In my experience, too many of my customers read only at the third-grade level. This includes even college graduates.
I feel that more than 60% of the reading population will not even try to read his book because of its size, yet these are the people who need to read it.
Ignorance of history generally leads to repetition of the same mistakes. This may be why I harp on what got us into this mess.
Dennis is so right about chain pharmacy: I agree with Dennis’ representation of chain pharmacy. I owned my own drugstore for many years, before selling out to a chain. Then I worked for the chain for a while.
I was totally blown away by the way chain pharmacy is practiced. I agree that the chain pharmacist has no say in the operation of the pharmacy, yet the pharmacy manager is held accountable for its financial success.
Mechanization = staff shrinkage: When I started working with a big chain part-time, we had plentiful techs and pharmacists.

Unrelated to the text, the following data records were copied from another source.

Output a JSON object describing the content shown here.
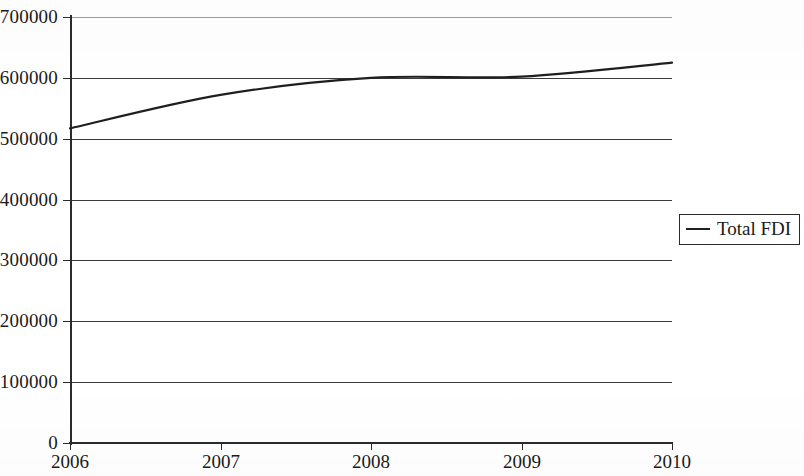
{
  "chart_data": {
    "type": "line",
    "title": "",
    "subtitle": "",
    "xlabel": "",
    "ylabel": "",
    "x": [
      2006,
      2007,
      2008,
      2009,
      2010
    ],
    "categories": [
      "2006",
      "2007",
      "2008",
      "2009",
      "2010"
    ],
    "series": [
      {
        "name": "Total FDI",
        "values": [
          517000,
          572000,
          600000,
          602000,
          625000
        ],
        "color": "#1f1f1f",
        "line_style": "solid",
        "markers": "none",
        "smoothed": true
      }
    ],
    "xlim": [
      2006,
      2010
    ],
    "ylim": [
      0,
      700000
    ],
    "ytick_values": [
      0,
      100000,
      200000,
      300000,
      400000,
      500000,
      600000,
      700000
    ],
    "ytick_labels": [
      "0",
      "100000",
      "200000",
      "300000",
      "400000",
      "500000",
      "600000",
      "700000"
    ],
    "xtick_labels": [
      "2006",
      "2007",
      "2008",
      "2009",
      "2010"
    ],
    "grid": {
      "horizontal": true,
      "vertical": false,
      "color": "#3a3a3a"
    },
    "legend": {
      "entries": [
        {
          "label": "Total FDI",
          "marker": "line"
        }
      ],
      "position": "right",
      "bordered": true
    },
    "axes": {
      "y_axis_visible": true,
      "x_axis_visible": true,
      "tick_marks": true
    }
  },
  "figure": {
    "background_color": "#ffffff",
    "line_color": "#1f1f1f",
    "axis_color": "#2b2b2b"
  }
}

I was amazed at the mechanical way in which we worked at the chain store. Everything was controlled by a computer - even the counting of the pills. The computer even told us what size vial to put the pills in.
In a very short time the tech help was reduced to bare bones, and suddenly there were only two pharmacists to cover a 16-hour day.
The reality of counseling: The law says that a pharmacist must counsel on every prescription, unless the customer refuses it. If the customer refuses it, you must document the fact.
There is no way this is going to happen. It is a physical impossibility when you fill over 200 prescriptions on your shift.
Prescriber status - the missed opportunity: In my mind this would have given pharmacists a way to charge for their services. Without a way to charge for your decisions, pharmacy is tied to a product. That makes pharmacy a mercantile business.
If you cannot make a decision about the dispensing of a product, you can only charge for the product.
Our product prices are now controlled by third parties, due to the wholesale acceptance of any contract in order to save business.
This puts pharmacists on an assembly line, just like the people who work in the automobile industry.
What would help? Maybe unionization would be a good thing if it helps improve working conditions in the drugstore, but it really destroys any concept of professionalism.
Here we go again: Chains have dug themselves into the same hole they put independent pharmacy into.
In the guise of going more clinical, they are demanding that their pharmacists do MTM, BP checks, cholesterol checks, and A1C checks, and they are billing for these services to offset income lost to low reimbursement rates.
The chain pharmacists, in reality, do not have time to do all this and keep up with the expected Rx turnout.
Furthermore, the pharmacists do not receive any of the payment that is charged for supplying these services. The compensation benefits only the owners.
Now we’re fake feds: One chain now has begun what they call “good-faith dispensing.” Ostensibly this is designed to cut down on drug diversion and overuse by addicts.
It takes a good five to six minutes to detail, document, and report certain narcotic prescriptions in order to complete this process. In my opinion, management is making the pharmacist perform the function of the DEA and the task of monitoring MD prescribing.
The pharmacist glut: The oversupply of pharmacists is a result of the shortage of pharmacists that we saw just a few years ago.
That shortage was caused by the demands of rapidly expanding chains for more pharmacists to support their new stores.
Suddenly pharmacy schools began expanding and new ones were popping up in order to meet the apparent demand.
Nowadays any student who gets accepted is guaranteed the ability to pay whatever tuition is charged simply through the use of student loans.
This whole process is driven by profits.